Also, a project that led to a historically important multiuser computer system developed at the University of Illinois at Urbana-Champaign's Computer-Based Education Research Laboratory. The name was an acronym for Programmed Logic for Automated Teaching Operations. Later marketed by Control Data Corporation and run on its hardware (Cyber/70). The PLATO name is still used as a trademark for computer-based learning systems by The Roach Organization. A successor system, NovaNET, also still operates today.

What do I mean by historically important?

  • Some of the first ever threaded discussion groups happened on PLATO. (The system was called "notes" and was an acknowledged inspiration for both newsgroups and Lotus Notes.) see also http://thinkofit.com/drwool/dwconf.htm
  • PLATO spawned computer-based education "authorware" software for PC called TenCore which enjoyed considerable success through the 1980s
  • One of the first-ever real-time multiway chat programs, talkomatic, was born on PLATO.
  • Many social issues centered around large-scale networked computer use which are now impacting society on an enormous scale were first seen on PLATO back in the 1970s: computer-mediated romance (including several marriages), flamewars, gaming addiction, etc.
  • Several PLATO games were imitated or outright copied into popular PC or UNIX gaming titles: netrek arose from PLATO empire, Wizardry was an almost exact copy of PLATO oubliette...
  • PLATO student terminals (made by Magnavox) included multimedia technologies that would appear in mainstream devices only much later or never, including: random-access audio disks (these were about 0.5 meters wide, analog, magnetic recording), slide projection (through the screen! powered by compressed air!), microfiche viewer, touch screen (via a grid of infrared beams 1mm in front of the screen, spaced about a half-inch apart) (talk about your early "pointing devices"!), plasma panel screen.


How to complete this task => From the first line to the last, retype the records exactly without their images.

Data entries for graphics
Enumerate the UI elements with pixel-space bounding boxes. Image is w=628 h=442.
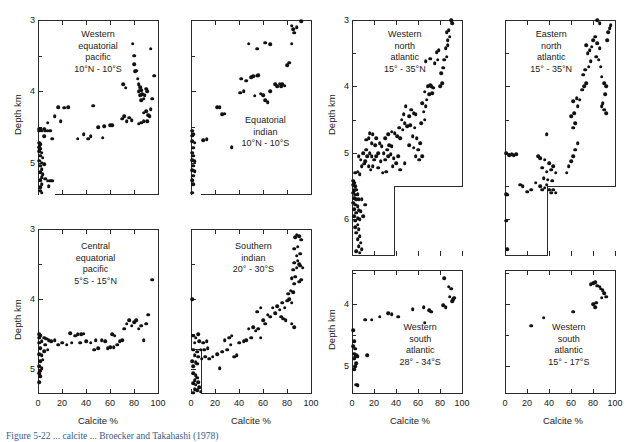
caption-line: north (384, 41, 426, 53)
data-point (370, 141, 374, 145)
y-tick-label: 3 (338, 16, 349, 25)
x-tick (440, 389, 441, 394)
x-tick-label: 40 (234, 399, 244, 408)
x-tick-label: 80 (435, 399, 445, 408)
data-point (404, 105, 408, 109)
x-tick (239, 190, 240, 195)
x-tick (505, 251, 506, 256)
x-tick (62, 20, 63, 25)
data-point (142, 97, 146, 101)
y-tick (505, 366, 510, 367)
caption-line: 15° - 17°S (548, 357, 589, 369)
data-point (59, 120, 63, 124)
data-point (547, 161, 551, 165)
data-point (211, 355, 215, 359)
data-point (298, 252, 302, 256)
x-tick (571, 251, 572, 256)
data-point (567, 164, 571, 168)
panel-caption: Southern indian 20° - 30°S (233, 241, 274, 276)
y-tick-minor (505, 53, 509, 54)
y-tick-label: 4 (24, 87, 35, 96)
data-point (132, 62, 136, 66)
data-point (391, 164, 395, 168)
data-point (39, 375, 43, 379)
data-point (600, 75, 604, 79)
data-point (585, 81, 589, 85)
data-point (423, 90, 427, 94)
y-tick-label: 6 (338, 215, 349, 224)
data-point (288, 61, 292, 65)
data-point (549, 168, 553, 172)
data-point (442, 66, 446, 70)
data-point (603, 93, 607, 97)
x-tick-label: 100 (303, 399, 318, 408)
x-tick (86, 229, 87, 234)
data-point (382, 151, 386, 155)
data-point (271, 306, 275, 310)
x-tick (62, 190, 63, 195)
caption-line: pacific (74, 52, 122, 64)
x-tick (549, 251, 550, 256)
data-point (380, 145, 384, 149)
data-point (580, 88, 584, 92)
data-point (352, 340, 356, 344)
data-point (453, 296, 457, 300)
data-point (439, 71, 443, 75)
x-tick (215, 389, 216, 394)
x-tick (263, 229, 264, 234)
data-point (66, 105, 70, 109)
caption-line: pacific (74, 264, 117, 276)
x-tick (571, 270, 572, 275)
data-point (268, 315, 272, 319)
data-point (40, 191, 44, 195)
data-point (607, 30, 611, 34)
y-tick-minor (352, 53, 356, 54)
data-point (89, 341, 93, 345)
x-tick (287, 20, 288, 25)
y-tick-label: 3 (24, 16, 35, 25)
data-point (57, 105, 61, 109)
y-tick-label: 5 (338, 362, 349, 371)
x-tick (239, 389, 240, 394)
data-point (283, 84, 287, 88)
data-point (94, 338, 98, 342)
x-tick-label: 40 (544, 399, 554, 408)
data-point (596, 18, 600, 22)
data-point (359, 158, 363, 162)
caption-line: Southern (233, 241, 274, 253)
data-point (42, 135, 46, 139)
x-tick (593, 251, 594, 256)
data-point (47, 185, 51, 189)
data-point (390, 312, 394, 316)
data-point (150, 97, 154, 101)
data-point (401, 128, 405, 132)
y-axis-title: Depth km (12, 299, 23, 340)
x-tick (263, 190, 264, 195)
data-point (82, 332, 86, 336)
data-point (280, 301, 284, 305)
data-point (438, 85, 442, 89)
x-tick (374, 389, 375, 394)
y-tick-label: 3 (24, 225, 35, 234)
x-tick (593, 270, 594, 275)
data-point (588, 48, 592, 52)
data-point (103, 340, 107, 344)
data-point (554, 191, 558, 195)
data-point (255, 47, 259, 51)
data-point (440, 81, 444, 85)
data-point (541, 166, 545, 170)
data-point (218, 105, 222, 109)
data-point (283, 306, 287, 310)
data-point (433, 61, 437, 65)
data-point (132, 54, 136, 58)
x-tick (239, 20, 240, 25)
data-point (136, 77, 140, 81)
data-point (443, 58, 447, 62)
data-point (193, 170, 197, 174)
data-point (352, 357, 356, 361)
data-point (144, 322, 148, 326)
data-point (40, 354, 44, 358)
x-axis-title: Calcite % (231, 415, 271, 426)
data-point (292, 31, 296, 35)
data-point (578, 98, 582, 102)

The answer =>
Enumerate the UI elements with pixel-space bounding boxes. Image is w=628 h=442.
caption-line: north (384, 41, 426, 53)
data-point (370, 141, 374, 145)
y-tick-label: 3 (338, 16, 349, 25)
x-tick (440, 389, 441, 394)
x-tick-label: 40 (234, 399, 244, 408)
x-tick-label: 80 (435, 399, 445, 408)
data-point (404, 105, 408, 109)
x-tick (239, 190, 240, 195)
x-tick (505, 251, 506, 256)
x-tick (62, 20, 63, 25)
data-point (142, 97, 146, 101)
y-tick (505, 366, 510, 367)
caption-line: 15° - 17°S (548, 357, 589, 369)
data-point (59, 120, 63, 124)
data-point (547, 161, 551, 165)
data-point (211, 355, 215, 359)
data-point (298, 252, 302, 256)
x-tick (571, 251, 572, 256)
data-point (567, 164, 571, 168)
panel-caption: Southern indian 20° - 30°S (233, 241, 274, 276)
y-tick-minor (505, 53, 509, 54)
y-tick-label: 4 (24, 87, 35, 96)
data-point (132, 62, 136, 66)
data-point (391, 164, 395, 168)
data-point (39, 375, 43, 379)
data-point (600, 75, 604, 79)
data-point (585, 81, 589, 85)
data-point (423, 90, 427, 94)
y-tick-label: 6 (338, 215, 349, 224)
data-point (288, 61, 292, 65)
data-point (549, 168, 553, 172)
data-point (442, 66, 446, 70)
data-point (603, 93, 607, 97)
x-tick-label: 100 (303, 399, 318, 408)
x-tick (86, 229, 87, 234)
data-point (382, 151, 386, 155)
data-point (271, 306, 275, 310)
x-tick (62, 190, 63, 195)
caption-line: pacific (74, 52, 122, 64)
x-tick (549, 251, 550, 256)
data-point (380, 145, 384, 149)
data-point (580, 88, 584, 92)
data-point (352, 340, 356, 344)
data-point (453, 296, 457, 300)
data-point (439, 71, 443, 75)
x-tick (215, 389, 216, 394)
x-tick (263, 229, 264, 234)
data-point (66, 105, 70, 109)
caption-line: pacific (74, 264, 117, 276)
x-tick (571, 270, 572, 275)
data-point (268, 315, 272, 319)
data-point (40, 191, 44, 195)
data-point (607, 30, 611, 34)
y-tick-minor (352, 53, 356, 54)
data-point (89, 341, 93, 345)
x-tick (287, 20, 288, 25)
y-tick-label: 3 (24, 16, 35, 25)
data-point (57, 105, 61, 109)
y-tick-label: 5 (338, 362, 349, 371)
x-tick (239, 389, 240, 394)
data-point (283, 84, 287, 88)
data-point (94, 338, 98, 342)
x-tick-label: 40 (544, 399, 554, 408)
data-point (596, 18, 600, 22)
data-point (359, 158, 363, 162)
caption-line: Southern (233, 241, 274, 253)
data-point (42, 135, 46, 139)
x-tick (593, 251, 594, 256)
data-point (47, 185, 51, 189)
data-point (390, 312, 394, 316)
data-point (150, 97, 154, 101)
data-point (401, 128, 405, 132)
y-axis-title: Depth km (12, 299, 23, 340)
x-tick (263, 190, 264, 195)
data-point (82, 332, 86, 336)
data-point (280, 301, 284, 305)
data-point (438, 85, 442, 89)
x-tick (374, 389, 375, 394)
y-tick-label: 3 (24, 225, 35, 234)
x-tick (593, 270, 594, 275)
data-point (588, 48, 592, 52)
data-point (103, 340, 107, 344)
data-point (554, 191, 558, 195)
data-point (255, 47, 259, 51)
data-point (440, 81, 444, 85)
data-point (541, 166, 545, 170)
data-point (218, 105, 222, 109)
data-point (283, 306, 287, 310)
data-point (433, 61, 437, 65)
data-point (132, 54, 136, 58)
x-tick (239, 20, 240, 25)
data-point (136, 77, 140, 81)
data-point (443, 58, 447, 62)
data-point (193, 170, 197, 174)
data-point (352, 357, 356, 361)
data-point (144, 322, 148, 326)
data-point (40, 354, 44, 358)
x-axis-title: Calcite % (231, 415, 271, 426)
data-point (292, 31, 296, 35)
data-point (578, 98, 582, 102)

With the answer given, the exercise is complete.